Before we left Datura, and before the invasion and Royal
s’ betrayal, it was like they had finally beaten down our will. Even Old Brien was deferent to the Royals, to the point of letting them commandeer his ship. Living together all those years afterward changed things. Now that we’d lived so close to them, the elders saw less and less of their strengths and more of their deficiencies. But by then, we’d spent far too long on the losing side. A part of us would always hate them for besting us with their mind powers and speed, just as they would always fear us and our strength.

Nukvar was different, I believed, or foolishly hoped. Before, an alliance between Royals and us where they weren’t in total control wouldn’t have been allowed. But ever since I saved Qeya’s life and was forced to keep the other brats alive, I felt the bad blood thin. We needed each other to survive now, and the only kind of blood we shed was to save each other.

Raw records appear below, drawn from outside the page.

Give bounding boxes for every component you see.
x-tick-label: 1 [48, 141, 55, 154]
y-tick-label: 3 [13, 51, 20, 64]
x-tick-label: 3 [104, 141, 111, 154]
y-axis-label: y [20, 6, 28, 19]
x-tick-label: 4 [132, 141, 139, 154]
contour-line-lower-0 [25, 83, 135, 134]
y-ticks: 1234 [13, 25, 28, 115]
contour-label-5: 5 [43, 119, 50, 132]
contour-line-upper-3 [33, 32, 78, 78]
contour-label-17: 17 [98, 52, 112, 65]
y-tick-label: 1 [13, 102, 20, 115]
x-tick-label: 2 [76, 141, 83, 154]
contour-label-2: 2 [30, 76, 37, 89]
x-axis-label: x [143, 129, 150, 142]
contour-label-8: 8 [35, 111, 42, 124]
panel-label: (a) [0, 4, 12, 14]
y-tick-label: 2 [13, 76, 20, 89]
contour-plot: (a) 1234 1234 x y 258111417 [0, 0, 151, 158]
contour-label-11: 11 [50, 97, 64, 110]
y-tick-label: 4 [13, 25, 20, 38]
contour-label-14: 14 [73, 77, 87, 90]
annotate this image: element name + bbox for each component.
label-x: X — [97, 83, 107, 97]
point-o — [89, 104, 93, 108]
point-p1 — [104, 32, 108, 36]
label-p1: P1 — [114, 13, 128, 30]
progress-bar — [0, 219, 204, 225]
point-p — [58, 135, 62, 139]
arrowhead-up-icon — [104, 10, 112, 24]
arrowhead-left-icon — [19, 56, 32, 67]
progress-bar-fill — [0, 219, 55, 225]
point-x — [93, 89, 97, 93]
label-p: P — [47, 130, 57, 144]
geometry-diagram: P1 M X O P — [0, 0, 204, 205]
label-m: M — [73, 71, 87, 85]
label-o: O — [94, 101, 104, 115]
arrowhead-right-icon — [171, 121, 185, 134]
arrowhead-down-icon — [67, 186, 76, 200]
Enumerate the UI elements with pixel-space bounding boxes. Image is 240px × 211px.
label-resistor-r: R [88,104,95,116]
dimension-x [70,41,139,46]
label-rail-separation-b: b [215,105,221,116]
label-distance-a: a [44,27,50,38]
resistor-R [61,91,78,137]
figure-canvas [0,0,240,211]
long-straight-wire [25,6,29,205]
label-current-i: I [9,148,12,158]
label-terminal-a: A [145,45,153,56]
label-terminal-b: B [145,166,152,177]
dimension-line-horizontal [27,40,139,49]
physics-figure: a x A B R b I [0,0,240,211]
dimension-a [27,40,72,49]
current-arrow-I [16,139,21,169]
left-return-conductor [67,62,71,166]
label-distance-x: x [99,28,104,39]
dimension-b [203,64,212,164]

I was the one to ignite the blaze. We used the liquid fuel that had been contaminated by the alien atmosphere to make the flames leap highest. Adjusting my gauntlet to a lower setting, I squeezed my thumb into my palm and watched the sparks fly. Fire rose above our heads, so close I could see the black core melt into orange and yellow again. I relished in the heat. My people could handle the coldest of seas and worlds, go places the Royals never could. But we remembered the caves we lived in beneath the waves, and how heat from the core could boil so hot as to wear away skin.

In the heart of the engine and processing rooms of our ships, we had learned to thrive in such heat, to crave it.

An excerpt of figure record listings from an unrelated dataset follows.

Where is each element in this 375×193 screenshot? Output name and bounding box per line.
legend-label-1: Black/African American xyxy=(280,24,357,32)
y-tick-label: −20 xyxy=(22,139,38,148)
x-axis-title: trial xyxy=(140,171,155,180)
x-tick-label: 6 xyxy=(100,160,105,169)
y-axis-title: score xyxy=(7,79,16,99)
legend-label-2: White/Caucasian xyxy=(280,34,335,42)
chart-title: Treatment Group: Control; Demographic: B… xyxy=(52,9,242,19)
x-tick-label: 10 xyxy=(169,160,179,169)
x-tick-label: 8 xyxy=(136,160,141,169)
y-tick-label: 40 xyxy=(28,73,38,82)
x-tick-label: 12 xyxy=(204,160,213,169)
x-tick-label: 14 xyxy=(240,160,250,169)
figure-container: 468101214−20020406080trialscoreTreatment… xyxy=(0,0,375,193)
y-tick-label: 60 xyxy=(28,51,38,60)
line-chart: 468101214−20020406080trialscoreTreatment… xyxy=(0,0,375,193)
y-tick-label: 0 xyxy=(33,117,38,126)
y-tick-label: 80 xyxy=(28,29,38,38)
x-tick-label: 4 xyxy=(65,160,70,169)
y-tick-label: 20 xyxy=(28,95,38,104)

With the night came the sounds of creatures that preyed on the other side of the high mountain wall nearby. The Royal children had been unprepared for the beasts and their hungers. We miners prepared for everything. I didn’t want to help them. If I could have stolen her away from them, I would have. If she had been the only one to survive, I would have sacrificed them all. But like I said before, I wasn’t showing my genius by falling in love with her.

“How could you choose
them
over your own kind?” Adi said, interrupting my thoughts.

I glanced at her from the corner of my eye and grimaced. Her rage was still on the surface. I suppressed the urge to slug her in the face to knock her grief away.
Before passing judgment, know that our females carried just as much punch as males. To hold back from our true feelings would have been an insult to them. And we weren’t going to survive if she didn’t let go of the past. In many ways she was just as trapped in the old ways as Qeya. Problem was, Adi had a knack of getting under my gills in the worst of ways.

“They enslaved our people, Ohre. They have always tre
ated us like bilge scum, took over the one thing we had left and made it theirs. That’s what they do, make promises and break them. They promise to give but all they do is take!” Her fingers twitched towards the emitter resting in its holster against her hip. This tool had many uses and like most of our inventions, made for a slinging weapon.